The changes, known as the Clean Water Rule, are controversial in some circles, which see it as devaluing land and forcing farmers to jump through unnecessary hoops. But the government says its intention isn't to regulate waters that have never before been covered — it's just to regulate waters that were once covered under the act but later lost coverage due to legal ambiguity and new interpretations of the law. Two Supreme Court cases in the 2000s narrowed the act's scope, removing protections from bodies of water that had previously been included. "Court decisions have led to uncertainty and a need for clarification," President Obama says in a statement. "Too many of our waters have been left vulnerable to pollution." These rules are meant to begin protecting some of those waters once again.

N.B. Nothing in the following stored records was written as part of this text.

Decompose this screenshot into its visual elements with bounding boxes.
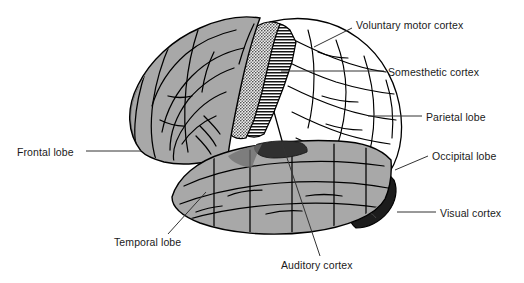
- label-parietal-lobe: Parietal lobe: [426, 111, 486, 123]
- label-temporal-lobe: Temporal lobe: [114, 236, 181, 248]
- label-visual-cortex: Visual cortex: [440, 207, 501, 219]
- brain-diagram-figure: Voluntary motor cortex Somesthetic corte…: [0, 0, 524, 283]
- label-frontal-lobe: Frontal lobe: [17, 146, 74, 158]
- label-auditory-cortex: Auditory cortex: [281, 259, 353, 271]
- leader-occipital-lobe: [395, 156, 428, 170]
- label-occipital-lobe: Occipital lobe: [432, 150, 496, 162]
- brain-illustration: [0, 0, 524, 283]
- label-somesthetic-cortex: Somesthetic cortex: [388, 66, 479, 78]
- label-voluntary-motor-cortex: Voluntary motor cortex: [356, 19, 463, 31]
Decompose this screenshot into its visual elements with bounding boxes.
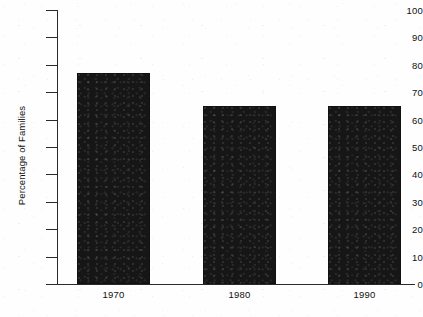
y-axis-line (57, 10, 58, 285)
y-axis-tick (46, 37, 57, 38)
x-axis-tick-label: 1980 (229, 289, 251, 300)
y-axis-tick (46, 147, 57, 148)
y-axis-tick-label: 100 (381, 5, 423, 16)
x-axis-tick-label: 1970 (103, 289, 125, 300)
y-axis-tick (46, 257, 57, 258)
x-axis-tick-label: 1990 (354, 289, 376, 300)
y-axis-tick (46, 92, 57, 93)
y-axis-tick (46, 284, 57, 285)
y-axis-tick (46, 229, 57, 230)
bar-chart-figure: Percentage of Families 01020304050607080… (0, 0, 423, 317)
y-axis-tick (46, 65, 57, 66)
y-axis-tick (46, 120, 57, 121)
bar-1980 (203, 106, 276, 284)
y-axis-title: Percentage of Families (16, 66, 27, 246)
y-axis-tick (46, 174, 57, 175)
y-axis-tick (46, 10, 57, 11)
bar-1970 (77, 73, 150, 284)
x-axis-line (57, 284, 415, 285)
y-axis-tick-label: 80 (381, 59, 423, 70)
y-axis-tick-label: 90 (381, 32, 423, 43)
bar-1990 (328, 106, 401, 284)
y-axis-tick-label: 70 (381, 87, 423, 98)
y-axis-tick (46, 202, 57, 203)
figure-caption-clipped (62, 306, 414, 317)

The EPA says that the Supreme Court's rulings left around 60 percent of the United States' streams, as well as millions of acres of wetlands, in a "confusing and complex" legal situation. It's not stated how much of that is being cleared up with this rule, but the agency adds that around 117 million Americans — about one-third of the US population — have been receiving drinking water from streams that are today gaining "clear" protection.

"For the water in the rivers and lakes in our communities that flow to our drinking water to be clean, the streams and wetlands that feed them need to be clean too," EPA administrator Gina McCarthy says in a statement. McCarthy also says that these protections serve as a defense against climate change issues, like drought, rising sea levels, and warmer temperatures.